Date of Award
1951
Document Type
Thesis
Degree Name
Master of Science (MS)
First Advisor
Dudley T. Cornish
Second Advisor
Elizabeth Cochran
Keywords
African Americans, United States Armed Forces, Racism
Abstract
Despite the fact that Negro men in the United States have served their country loyally and well in every war in which it has participated, they have been subjected to almost every imaginable form of discrimination, both in the Armed Forces and in civilian life.
Although studies of civilian race prejudice and the segregation and discrimination resulting from it are numerous, the subject or racial proscriptions suffered by the Negro serviceman has not received adequate scrutiny. If the Negro is to be accorded his unalienable right to participate fully in the defense of his country, the nature of the proscriptions imposed upon him must be studied and analyzed, and logical proposals must be made for their extirpation from the unwritten policies of service administration.
Every effort was made by the writer to procure source material; where it was not available, the secondary material consulted, from the standpoint of the author's experience, scholarship and objectivity, was the best obtainable. The following government publications were consulted: the Congressional Record, the Statutes at Large of the United States of America, Report of the Major-General Commanding the Army, [1898] (House of Representatives Document), Report of the Lieutenant-General Commanding the Army [1899-1900] (House of Representatives Document), the Senate documents on the " Affray at Brownsville, Texas," the United States Army in the World War 1917-1919, Reports of Commander-in-Chief, A.E.F., Staff Sections and Services, XII, the Abstract of the Fifteenth Census of the United States, 1915, with a supplement including the laws of the Sixty-fourth Congress, to March 5, 1917 (Fifth Edition).

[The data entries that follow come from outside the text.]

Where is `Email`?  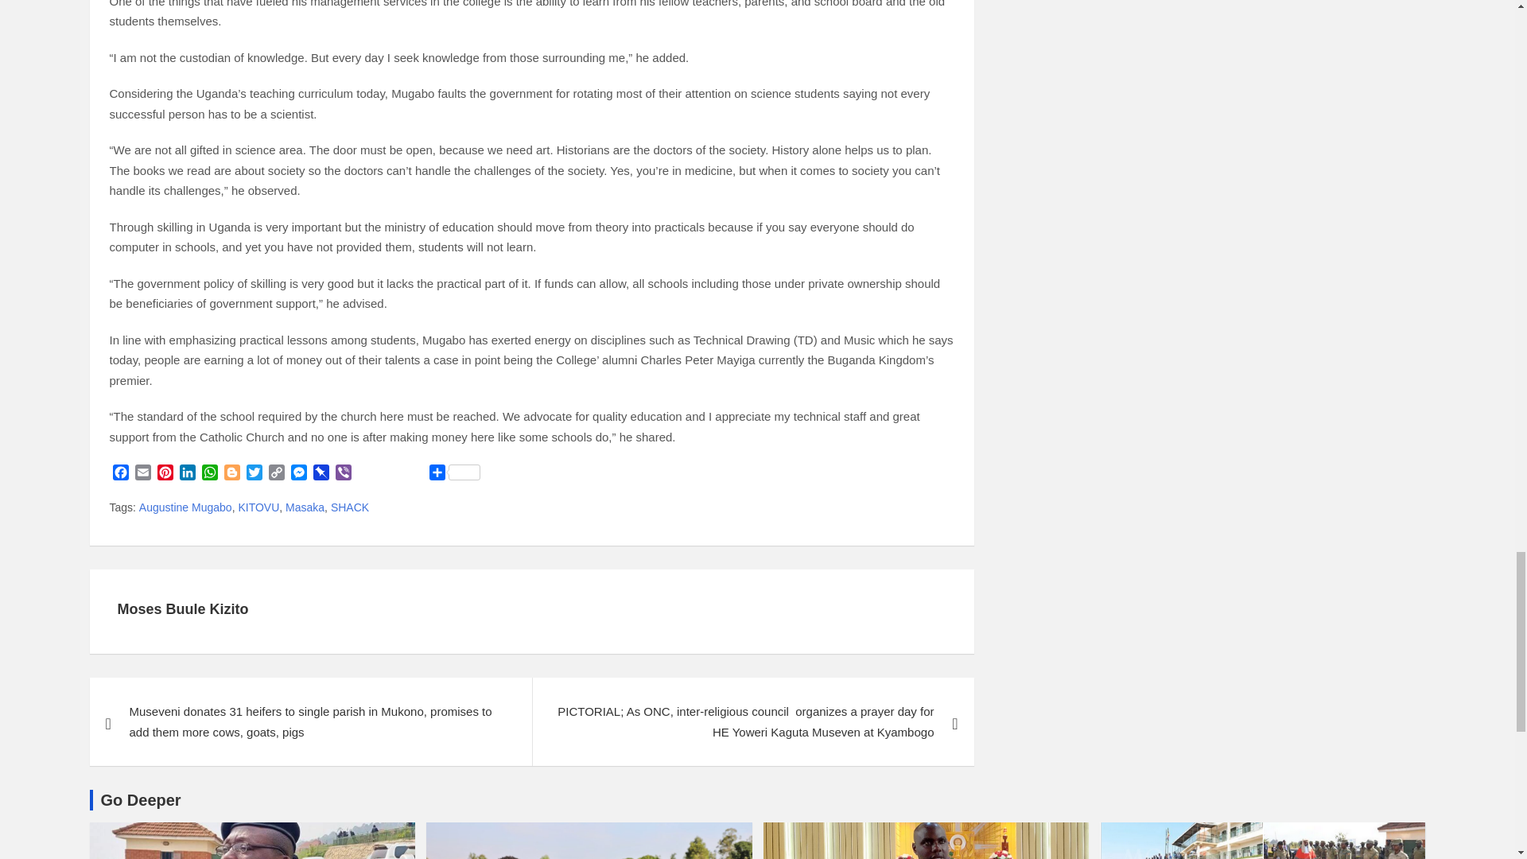 Email is located at coordinates (142, 474).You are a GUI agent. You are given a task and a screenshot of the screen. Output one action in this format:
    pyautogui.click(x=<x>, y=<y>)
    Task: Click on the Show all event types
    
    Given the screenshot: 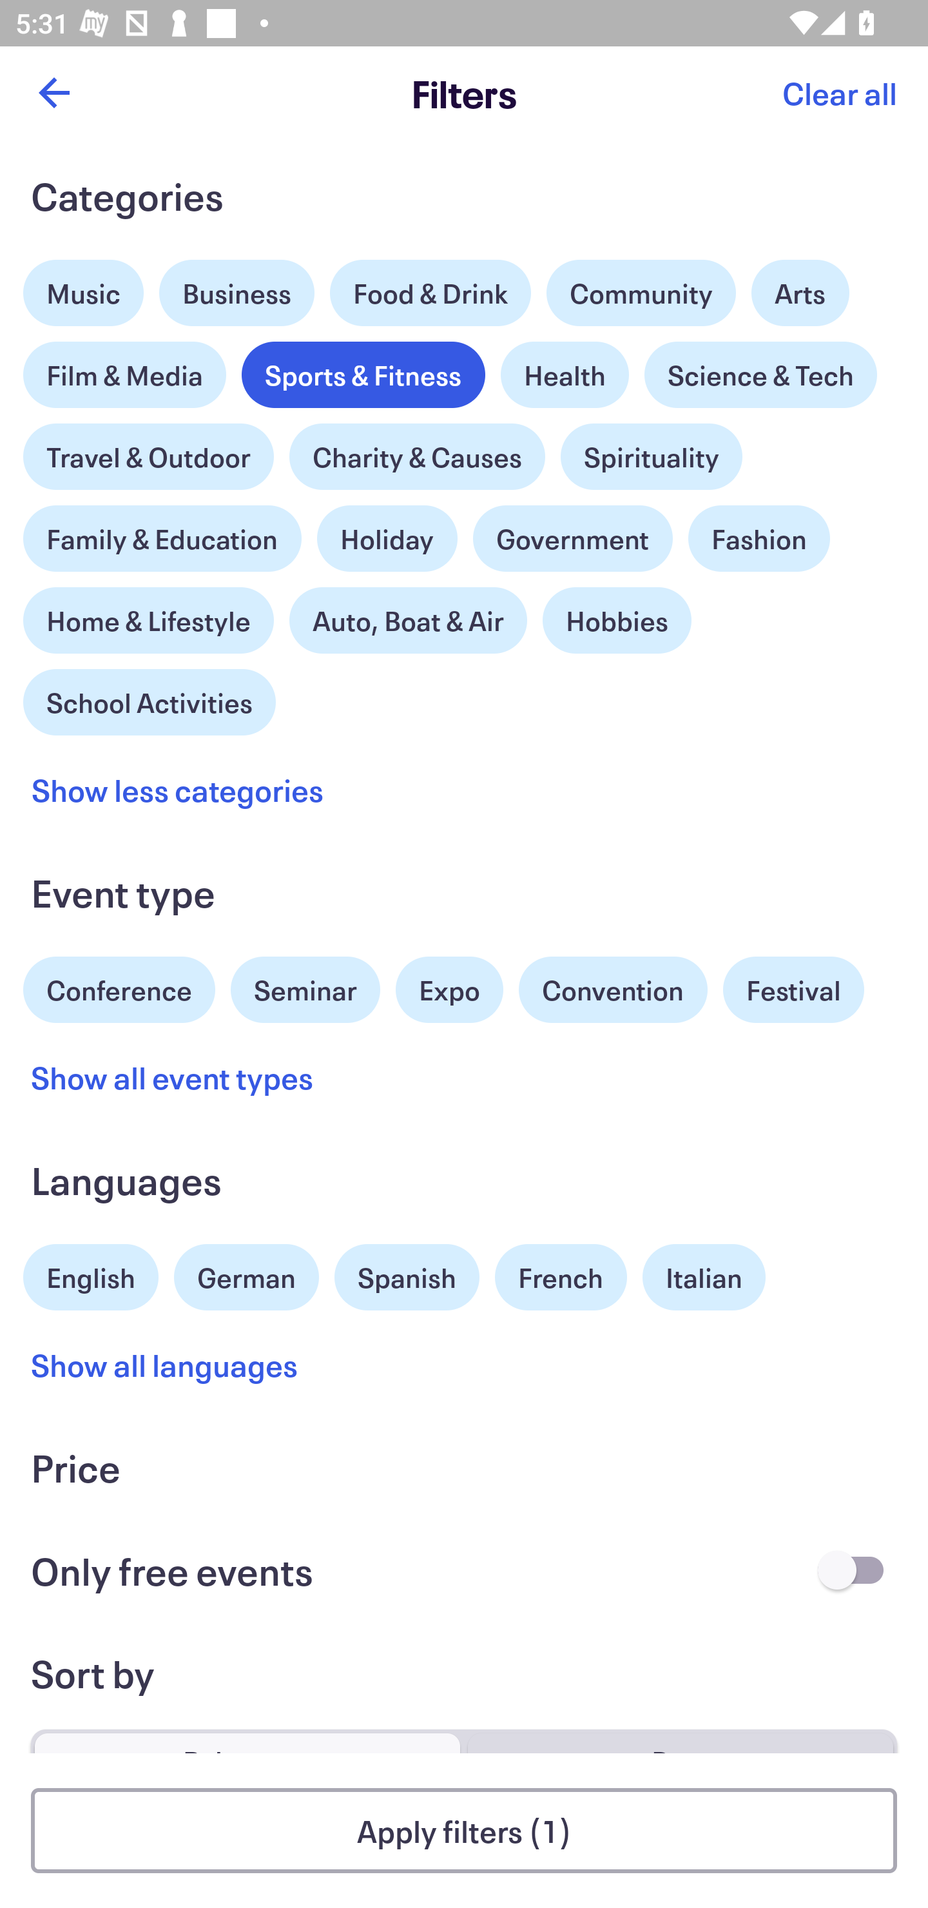 What is the action you would take?
    pyautogui.click(x=173, y=1076)
    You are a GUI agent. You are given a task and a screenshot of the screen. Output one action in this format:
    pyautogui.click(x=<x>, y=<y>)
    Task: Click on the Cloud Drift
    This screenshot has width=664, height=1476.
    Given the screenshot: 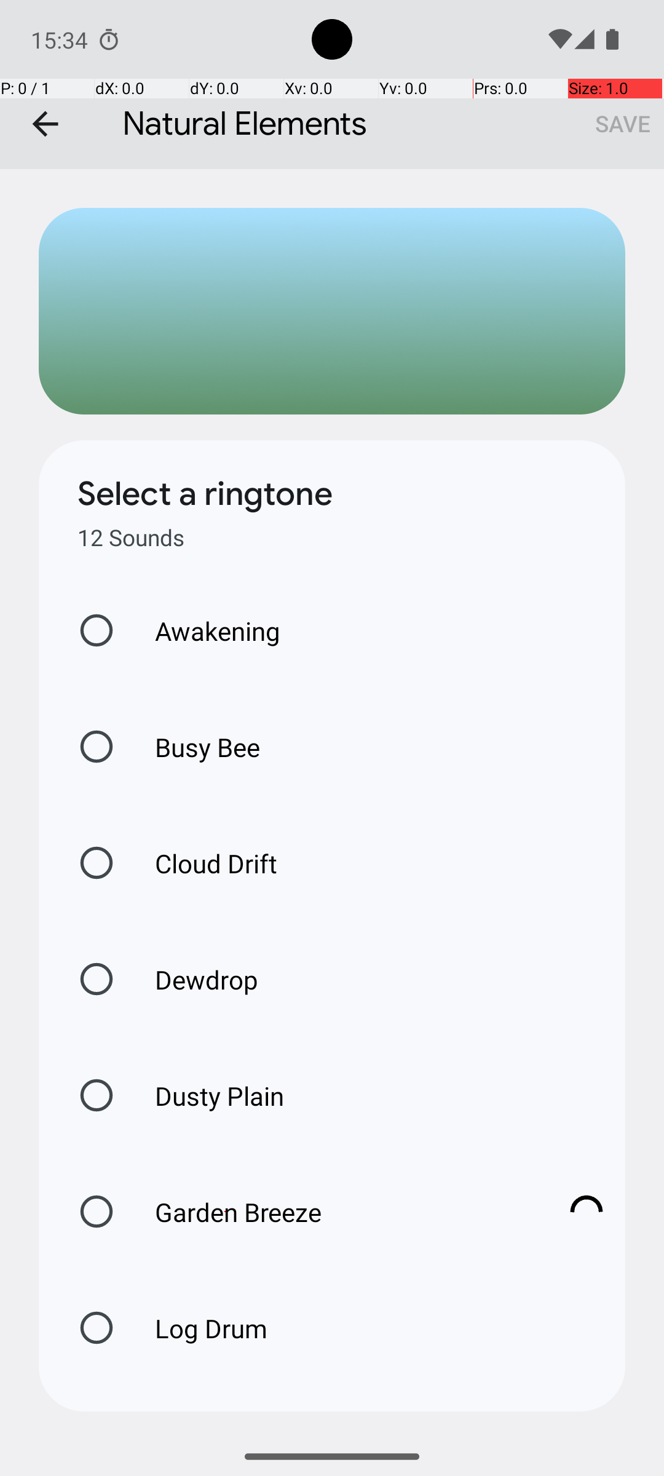 What is the action you would take?
    pyautogui.click(x=203, y=863)
    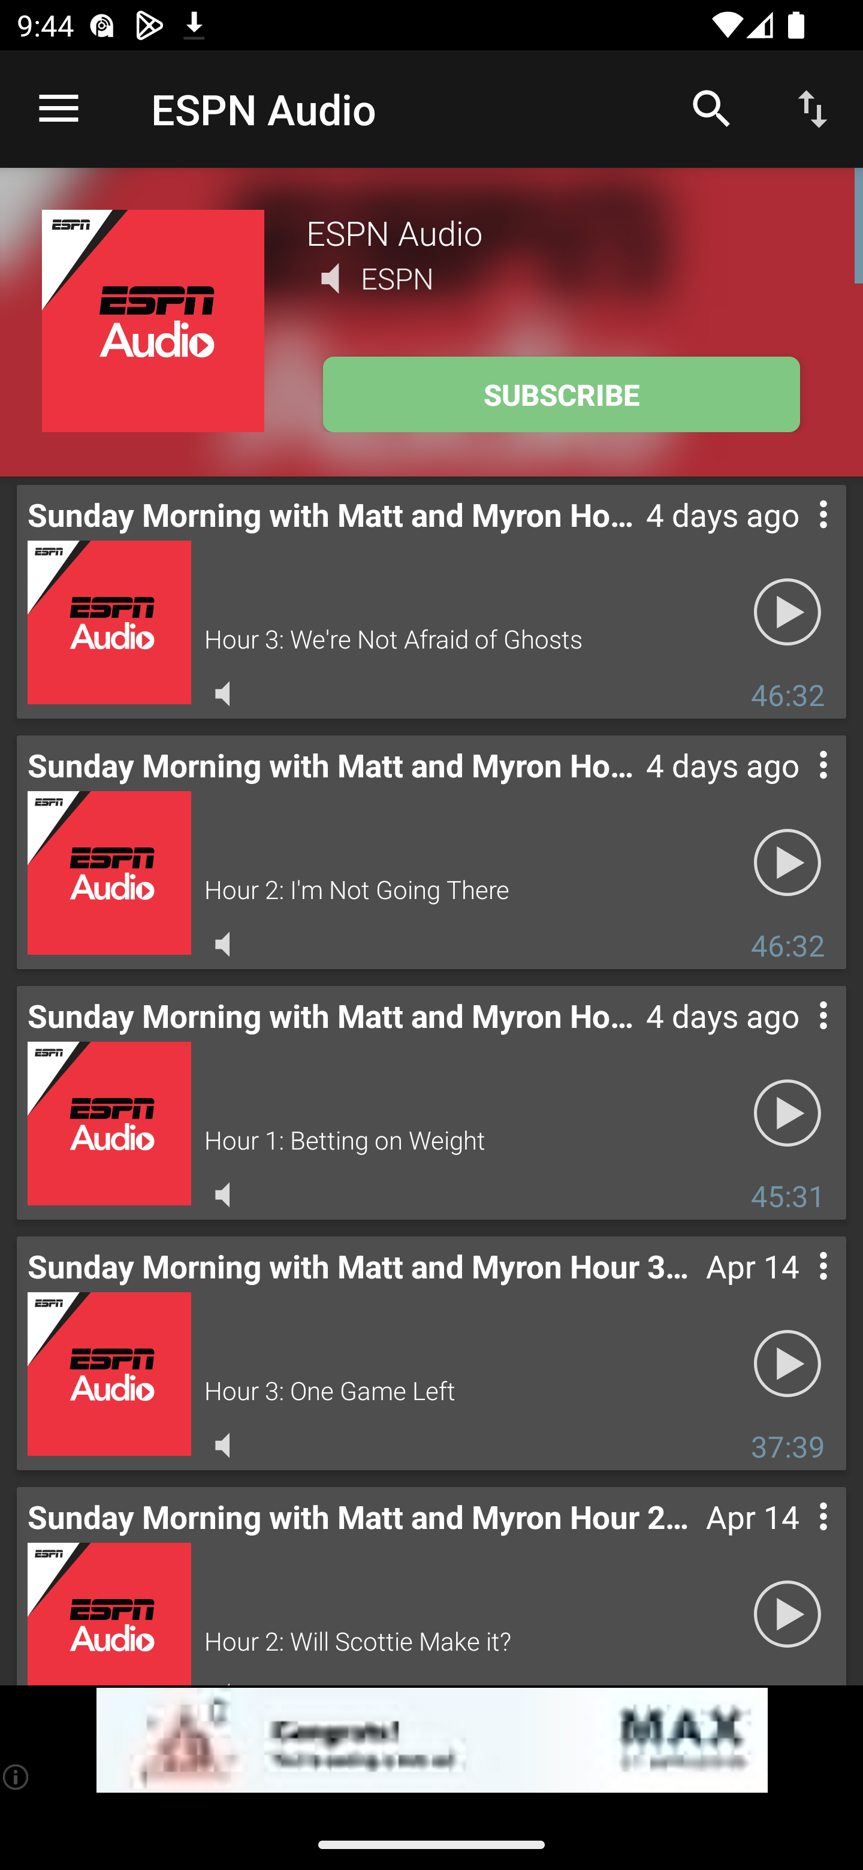 Image resolution: width=863 pixels, height=1870 pixels. I want to click on Play, so click(788, 1114).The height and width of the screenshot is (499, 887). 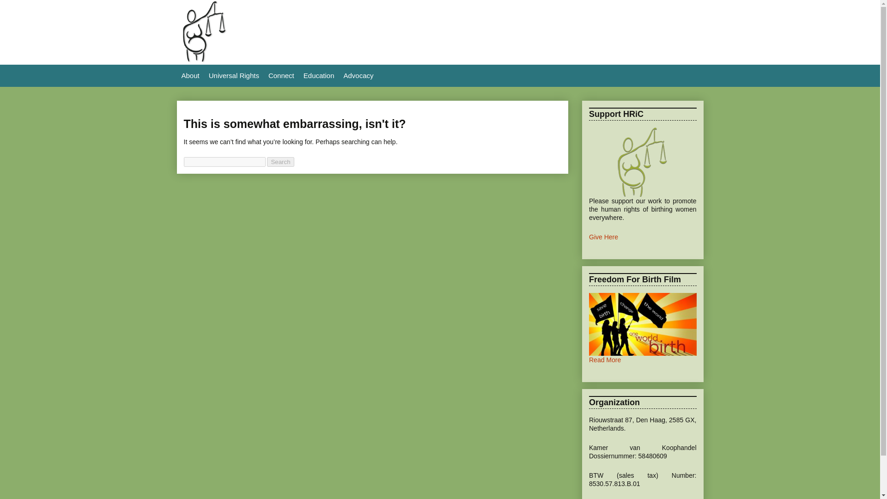 What do you see at coordinates (603, 236) in the screenshot?
I see `Give Here` at bounding box center [603, 236]. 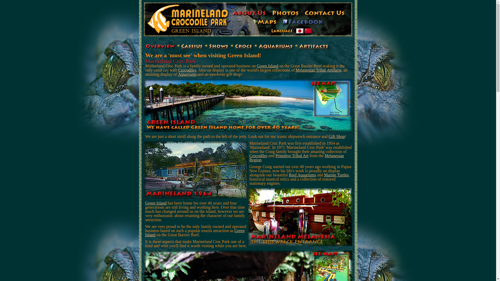 What do you see at coordinates (187, 74) in the screenshot?
I see `Aquariums` at bounding box center [187, 74].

Indispensable in the study of the Spanish-American War period was the volume, A New Negro for a New Century, by Booker T. Washington. One of the first nationally recognized Negro leaders in the United States, his comments and opinions are in themselves historically significant. A Social History of the American Negro, by Benjamin Brawley, one of the first of America's Negro intellectuals, lends the perspective of the contemporary Negro scholar.
Letters of inquiry were written to government agencies and newspapers either when the accuracy of the source consulted was doubtful or when the information source was unavailable. Information contained in replies from the United States Military Academy, the United States Naval Academy and the Adjutant General of the Department of the Army was included in the body of the survey. A substantial majority of the authors of the periodical articles were white writers, Bonsal and Villard being the most eminently qualified. The individually recorded testimony of the ex-soldiers interviewed is reported exactly as given.
The writer found that anti-negro race prejudice, segregation and discrimination in the armed services followed civilian patterns closely, and administrative officials must bear a major share of the blame for the injustices done the Negro serviceman. Their failure to attempt to discourage the perpetration of undemocratic practices and their ill-concealed advocacy of the doctrine of "white supremacy" have resulted in the implementation of race prejudice in the Armed Forces of the United States.
Recommended Citation
Graham, Thurston M., "A Survey of the Administrative Implementation of Race Prejudice in the Armed Forces of the United States, 1898-1918" (1951). Electronic Theses & Dissertations. 499.